» **TASK BRIEF**
Copy only the lines from the one with "Find the location of a" through the end of the records, exactly as they stand. No pictures belong in the copy.

» **DATA LISTING**
_ _ _

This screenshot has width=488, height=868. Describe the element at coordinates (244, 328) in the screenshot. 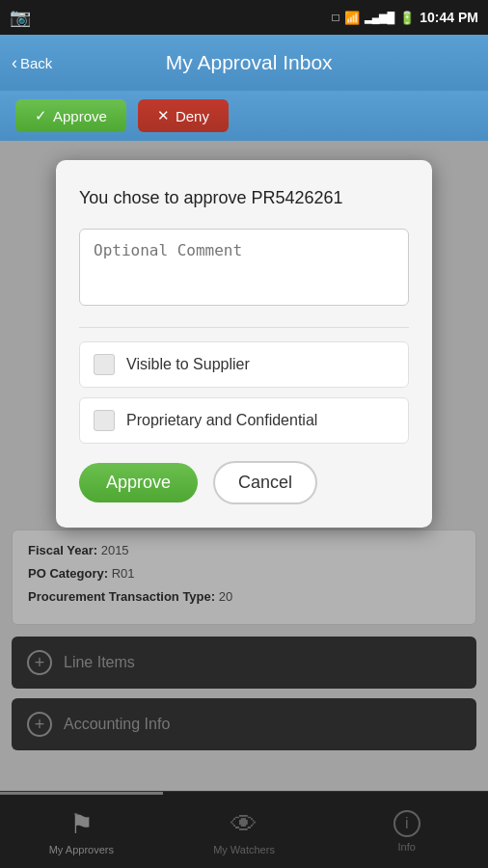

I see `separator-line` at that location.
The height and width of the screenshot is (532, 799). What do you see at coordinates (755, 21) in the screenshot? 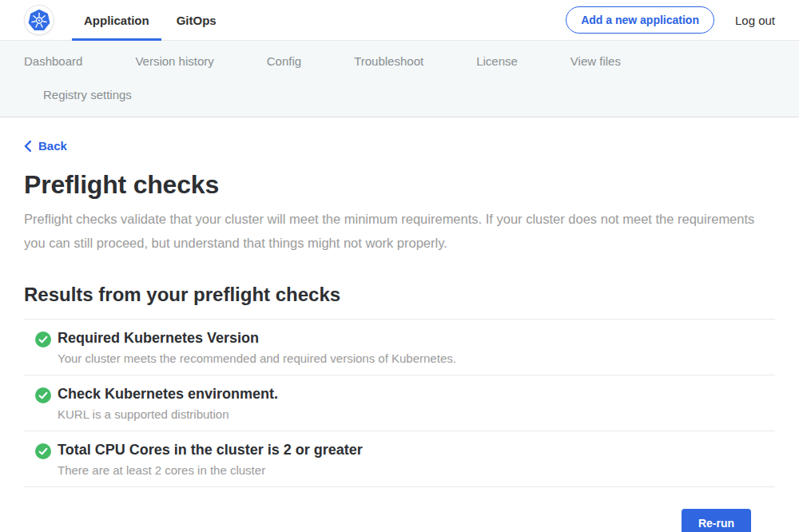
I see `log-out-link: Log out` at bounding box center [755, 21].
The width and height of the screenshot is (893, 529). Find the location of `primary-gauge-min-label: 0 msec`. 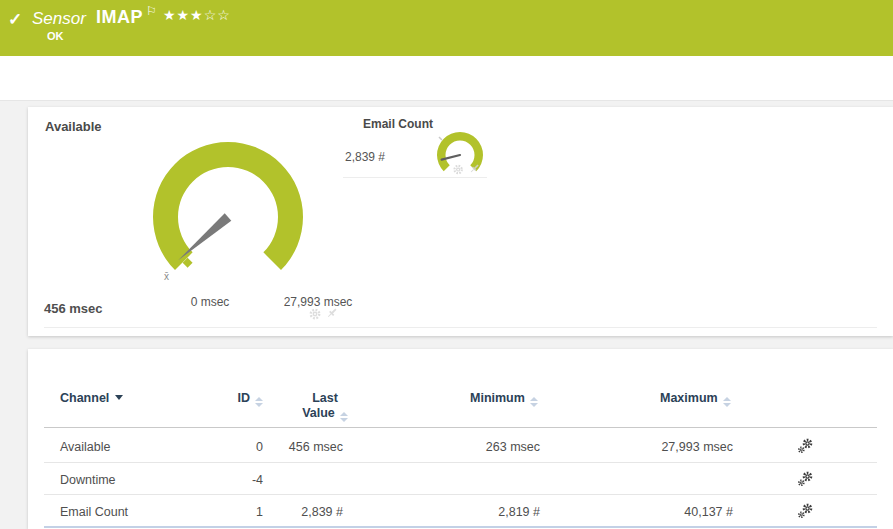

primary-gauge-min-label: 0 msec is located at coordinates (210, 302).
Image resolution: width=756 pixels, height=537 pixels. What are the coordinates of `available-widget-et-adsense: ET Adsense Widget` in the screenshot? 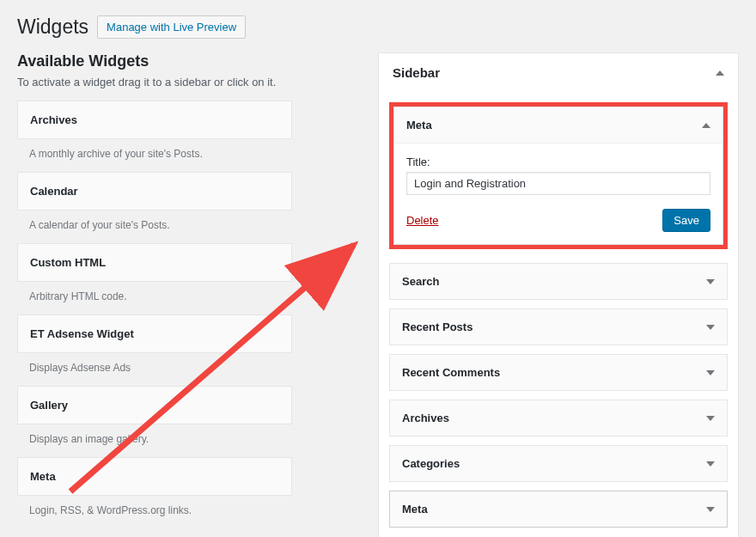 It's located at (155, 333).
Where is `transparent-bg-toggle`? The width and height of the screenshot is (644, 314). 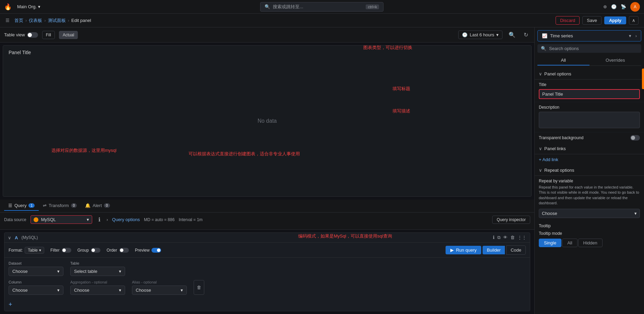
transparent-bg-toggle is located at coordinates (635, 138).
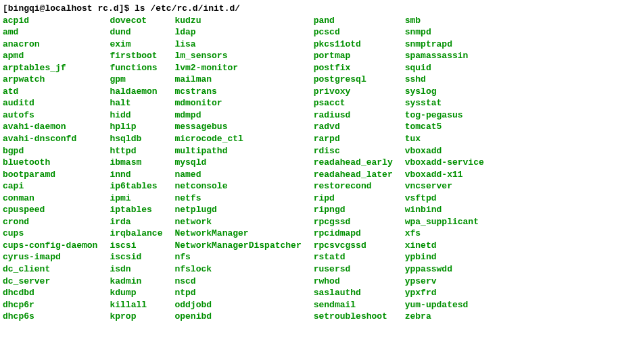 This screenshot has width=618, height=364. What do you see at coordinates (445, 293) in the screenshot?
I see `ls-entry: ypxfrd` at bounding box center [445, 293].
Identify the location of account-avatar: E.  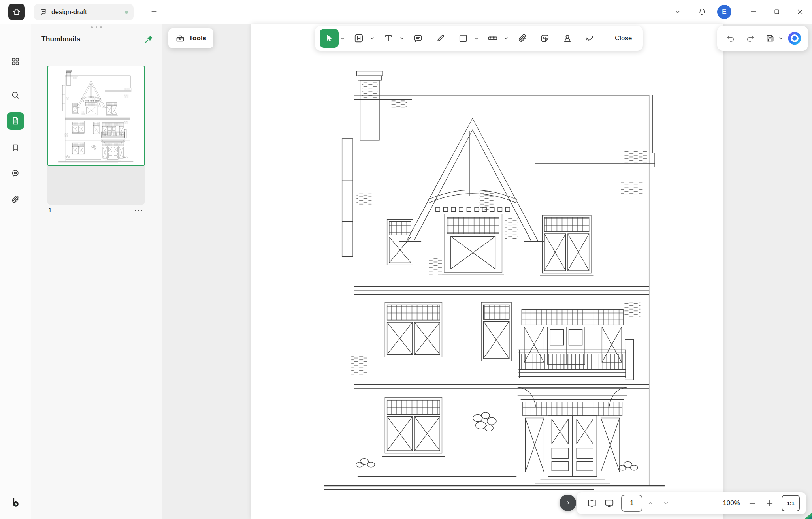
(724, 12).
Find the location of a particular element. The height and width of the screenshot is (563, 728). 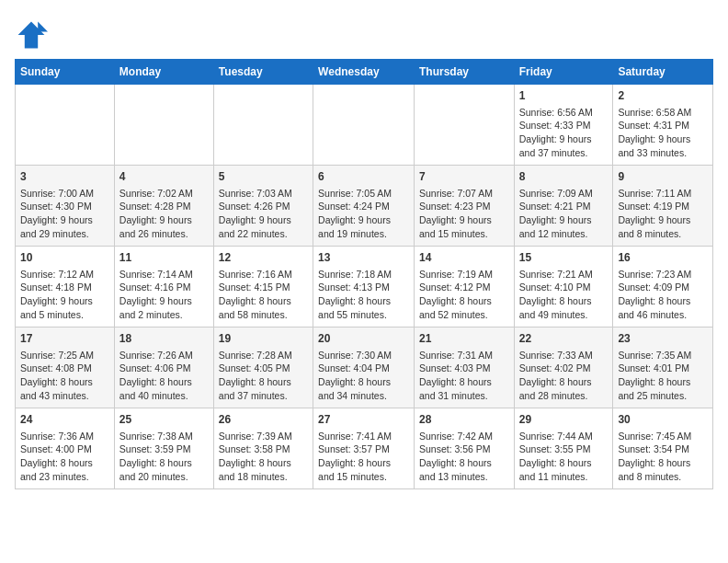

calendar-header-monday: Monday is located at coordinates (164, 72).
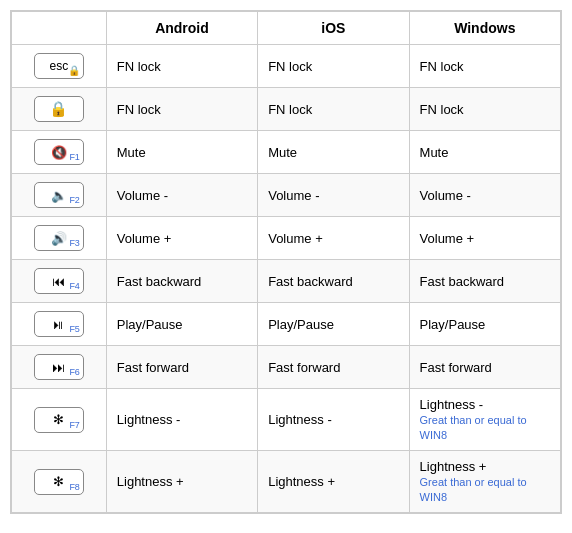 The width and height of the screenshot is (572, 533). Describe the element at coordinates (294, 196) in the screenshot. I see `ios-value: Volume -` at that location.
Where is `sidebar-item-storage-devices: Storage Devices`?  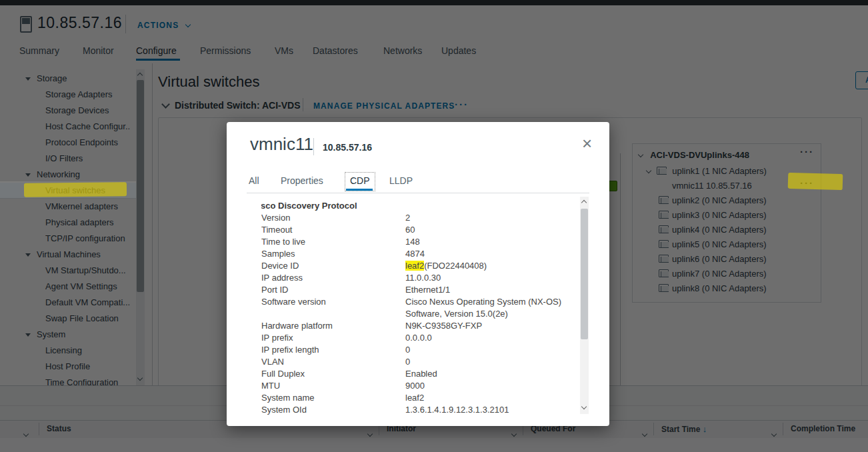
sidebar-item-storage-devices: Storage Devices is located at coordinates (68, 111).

_ _ _

» **EXPECTED ANSWER**
Find the location of a particular element. The height and width of the screenshot is (563, 728). 

calendar-header-monday: Monday is located at coordinates (164, 72).
 The width and height of the screenshot is (572, 533). Describe the element at coordinates (294, 196) in the screenshot. I see `ios-value: Volume -` at that location.
Where is `sidebar-item-storage-devices: Storage Devices`?  
sidebar-item-storage-devices: Storage Devices is located at coordinates (68, 111).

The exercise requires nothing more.